Teresa Dulac
Sports Editor
Being a nursing senior, married and a lacrosse captain isn’t for everybody. But one student athlete loves every minute of it.
Senior nursing major Maria Yanke came to Franciscan University of Steubenville from Danville, Pennsylvania, which she said is “kind of the middle of nowhere.” Yanke is the second oldest of five children, and has played lacrosse for nine years, starting when she was in the eighth grade.
Yanke has been playing attack for the Franciscan women’s lacrosse team for the four years she has been at the school. Although she played midfielder in high school, she says her favorite position is attack.
“I like being on the scoring end,” she said.
Yanke married her husband this past January but says it doesn’t change a lot in her college life.
“It’s more just balancing my schedule out, because I have to obviously make time for my team but also for my husband. … It’s just having a well-balanced schedule,” said Yanke.
The women’s lacrosse team has been a big part of Yanke’s life at Franciscan and she said the community on the team has always been a safe place.

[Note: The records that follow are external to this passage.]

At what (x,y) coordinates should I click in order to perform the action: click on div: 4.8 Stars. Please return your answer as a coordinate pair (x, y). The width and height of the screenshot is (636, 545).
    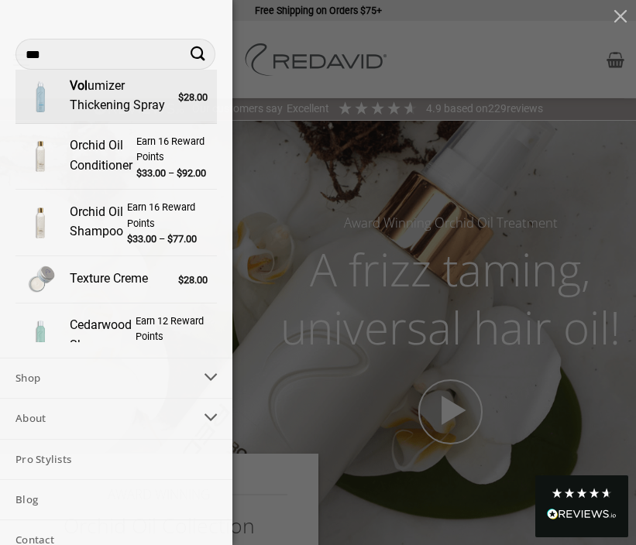
    Looking at the image, I should click on (582, 494).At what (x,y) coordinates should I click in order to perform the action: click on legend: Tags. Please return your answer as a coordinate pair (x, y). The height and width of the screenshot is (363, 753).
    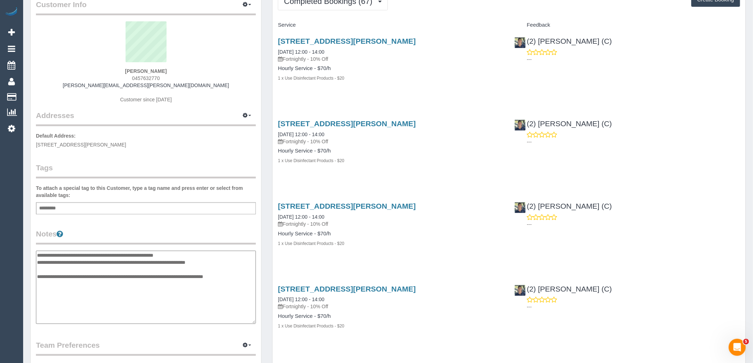
    Looking at the image, I should click on (146, 171). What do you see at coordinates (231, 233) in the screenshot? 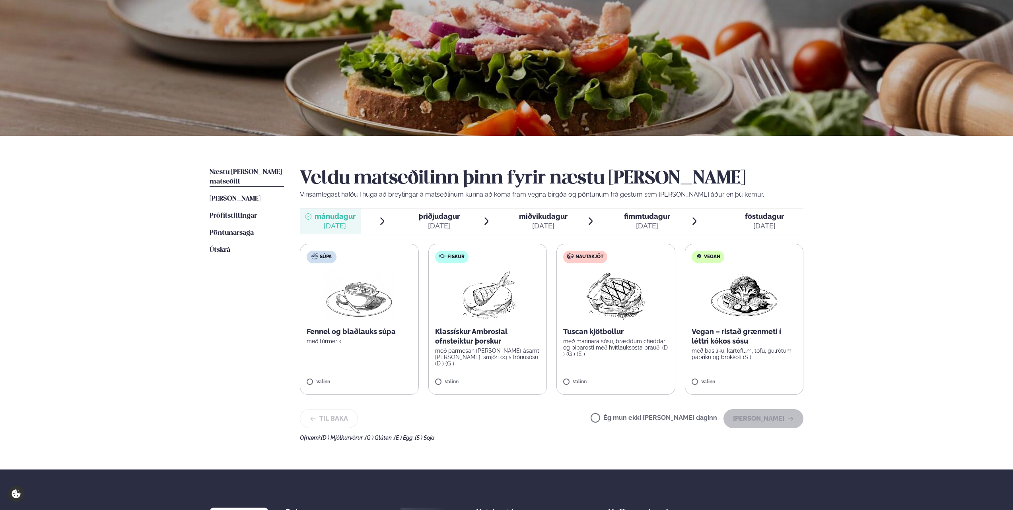
I see `span: Pöntunarsaga` at bounding box center [231, 233].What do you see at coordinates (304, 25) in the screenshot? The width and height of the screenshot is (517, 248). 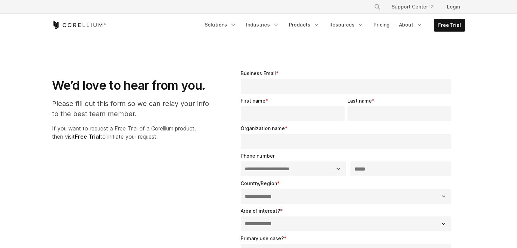 I see `a: Products` at bounding box center [304, 25].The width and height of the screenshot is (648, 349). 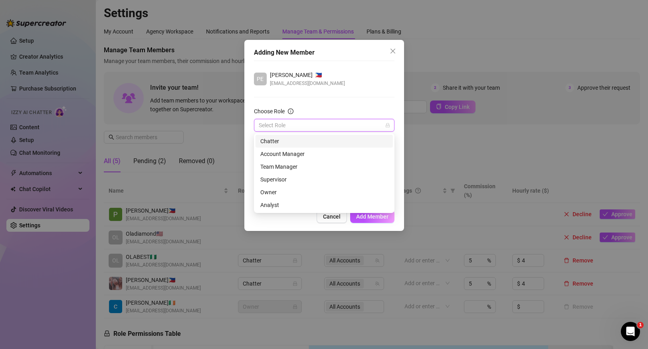 What do you see at coordinates (324, 180) in the screenshot?
I see `div: Supervisor` at bounding box center [324, 180].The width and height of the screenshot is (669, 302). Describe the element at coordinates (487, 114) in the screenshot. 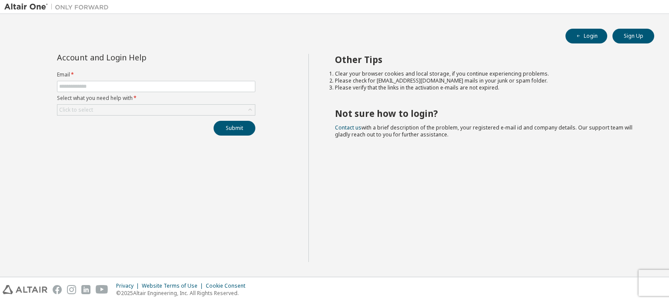

I see `h2: Not sure how to login?` at that location. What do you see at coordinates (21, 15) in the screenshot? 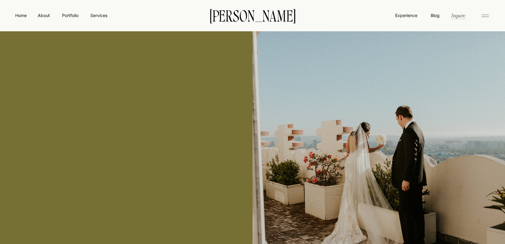
I see `a: Home` at bounding box center [21, 15].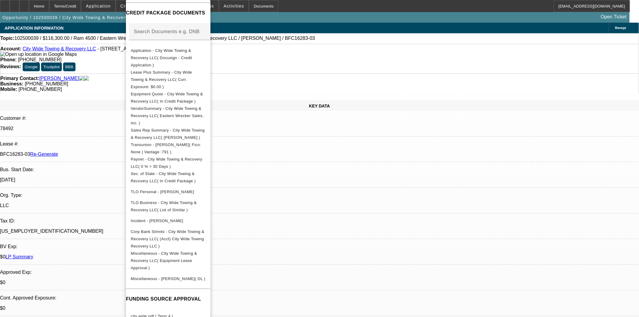 The height and width of the screenshot is (317, 639). Describe the element at coordinates (168, 239) in the screenshot. I see `button: Corp Bank Stmnts - City Wide Towing & Recovery LLC( (Acct) City Wide Towing Recovery LLC )` at that location. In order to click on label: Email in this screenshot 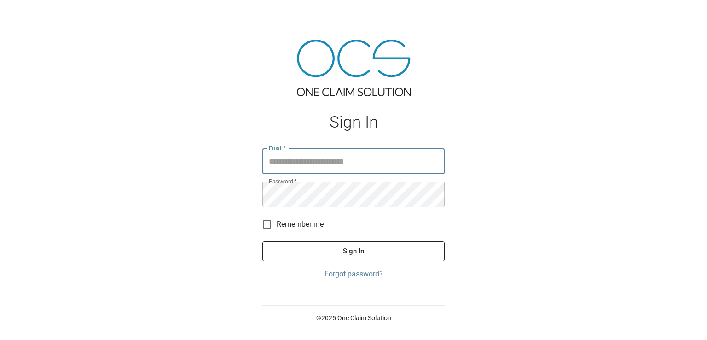, I will do `click(278, 148)`.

“I mean you can talk to any of the girls, they are so sweet and caring and so welcoming,” said Yanke. “Also, I just love how we put the faith at the center of our sports team, and every other organization outside of Franciscan that I’ve ever played for never did that. And I think it truly changes the dynamics that the team has.”
One of Yanke’s favorite moments playing lacrosse was in high school. She won her district championship game with her sister, Franciscan freshman marketing major Joanna Hilkert.
“My senior year of high school, my sister was a freshman on the team and we both played varsity,” said Yanke. “It was our district championship game, and we were tied 13-13 and had to go into overtime, and it was sudden death. I remember my sister was behind the cage and I was cutting across the eight, and she passed me the ball and I did a quick stick into the goal, got it in and won the championship for my team.”
Yanke has loved the sport of lacrosse ever since middle school.
“One of my classmates in middle school was talking about lacrosse, and it was very new back then,” said Yanke. “I thought, ‘Oh, that sounds so fun, I want to try it!’ The only sport I had ever really played was soccer, so I wanted to try something new, and I ended up loving it. Apparently, the rest of my family did too, because since I started, my sister Joanna started, my other sister started playing, and my younger brother started playing. So, they’re all taking after their big sister.”
When she originally came to Franciscan, Yanke was interested in playing on the women’s volleyball team, but after a run-in with a player on the lacrosse team, she changed her mind and started playing lacrosse again.
“I’m telling you it was meant to be,” said Yanke. “I passed a girl carrying a lacrosse stick and I was like ‘Oh, hey, do you play lacrosse here?’ … And now I’ve played all four years and am captain of the team, and I wouldn’t change it for anything.”
COVID-19 has affected everyone, but especially college athletes who only have a few years left with the sport they love.
“It was only four years of my college career that I would be able to play a sport, and COVID-19 took away one of those seasons,” said Yanke. “It basically took away an entire year of the sport I loved, and after I graduate, I know I will never play again. So, that was kind of difficult, but just having my teammates there, and the community that we have with each other, and supporting each other through COVID is really helpful, and now that we’re back and playing again it makes me really happy.”
Yanke said she definitely questions her lacrosse career every season. “I am somebody who already has a lot on my plate, being a nursing major, being in household, just getting married — I have a lot going on and I’m not going to lie, I can’t prioritize lacrosse over everything else. I came here to be a student first, and my marriage is more important, so it has definitely been a struggle to kind of balance everything out.”
“But I (always say) ‘This is good for me; I need to stick with it’ and every season I’m just so happy I do.”
Yanke said she loves how welcoming the women’s lacrosse team is, saying the team has had girls who have played for 10 years and girls who have never played before in their life.
“It’s so welcoming to basically everybody,” said Yanke, “it just shows you what kind of team it is.”